As Howe walked back to the hotel, he decided that he’d call Tyler and tell him he was heading home. It was time to get on with the next part of his life, move on.
But Elder, the Pentagon messenger, was waiting for him in the lobby, holding his suitcase.
“I took the liberty of settling your bill,” he said. “I hope you don’t mind. They’re pretty anxious to have you get to Andrews as soon as possible.”
Chapter 14
You could take the 1 or 9 subway up the west side of Manhattan from Battery Park to Washington Heights, and get out two blocks from the apartment the DIA and Homeland Security task force was watching. What an endorsement for mass transit, thought Fisher. Even the terrorists take the train.
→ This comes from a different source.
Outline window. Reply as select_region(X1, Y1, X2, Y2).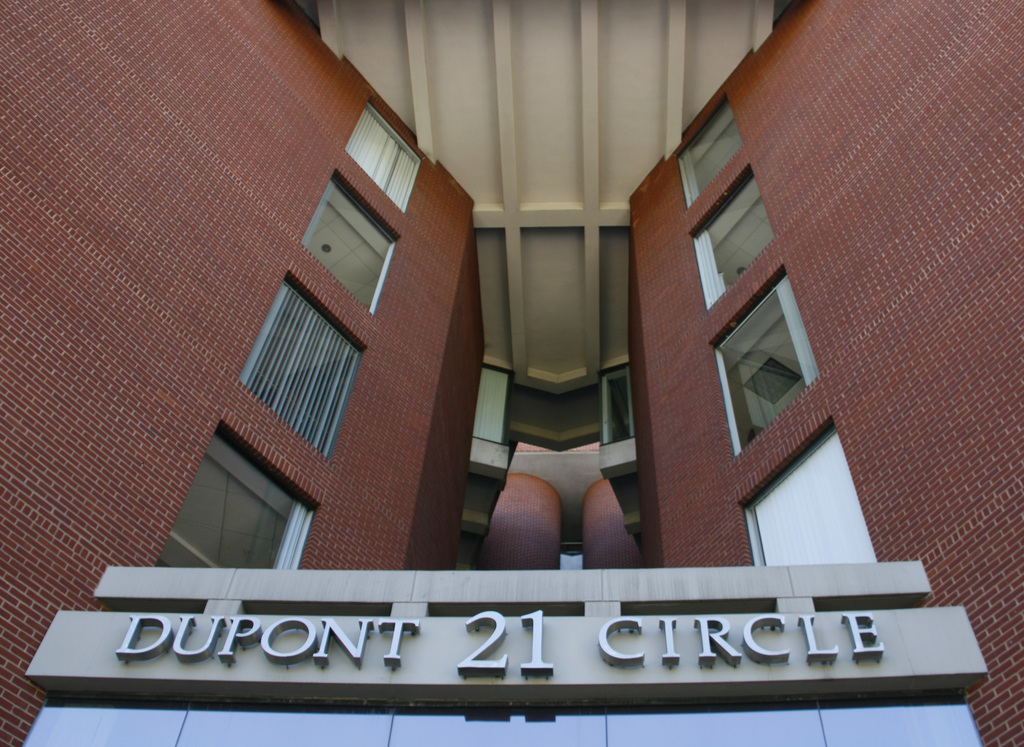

During the American Revolution, Washington Heights had been the site of a needless fiasco for the American rebels, and its history had gone downhill from there. It never was much of an area for farming, and after it was developed it quickly became choked with refugees from less fortunate areas of the city, who found the cold-water walk-ups somewhat more hospitable than the crammed tenements farther downtown. There were a few upward bumps of progress here; for a few weeks during the 1940s, it was even considered a nice place to live, a way station to the greener pastures of suburban New Jersey across the way. Urban renewal and the construction of the highway network related to the George Washington Bridge, along with the grand plans of Robert Moses, razed some of the worst buildings in the early sixties, replacing them with structures whose main asset was their height. In the course of time, Irish immigrants were replaced by Puerto Rican immigrants who were replaced by Caribbean immigrants. Crack replaced bootleg whiskey.
In sum, it was exactly the sort of New York community Fisher felt at home in. But it didn’t give him much of a grip on the terrorists.
“Corner apartment-there,” said an NYPD officer named Paesano tasked to the team keeping the place under surveillance. The city had supplied about a dozen officers and support personnel to help with the nitty-gritty work. “Couple of ragheads have the lease, but there’s at least five people live there.”
“ ‘Ragheads’?” said Macklin.
“We’re among friends, right?” said the cop, who was in plainclothes. They had taken an apartment above a store across the street from the three-story building the call had been made to. “They worship, if you can call it that, at a storefront mosque down the street. Got this imam in there who rolls his eyes backwards in his head and says ‘kill the infidels.’ ”
“ ‘The only good infidel is a dead infidel,’ ” said Fisher.
“Yeah, except we’re the infidels,” said Paesano.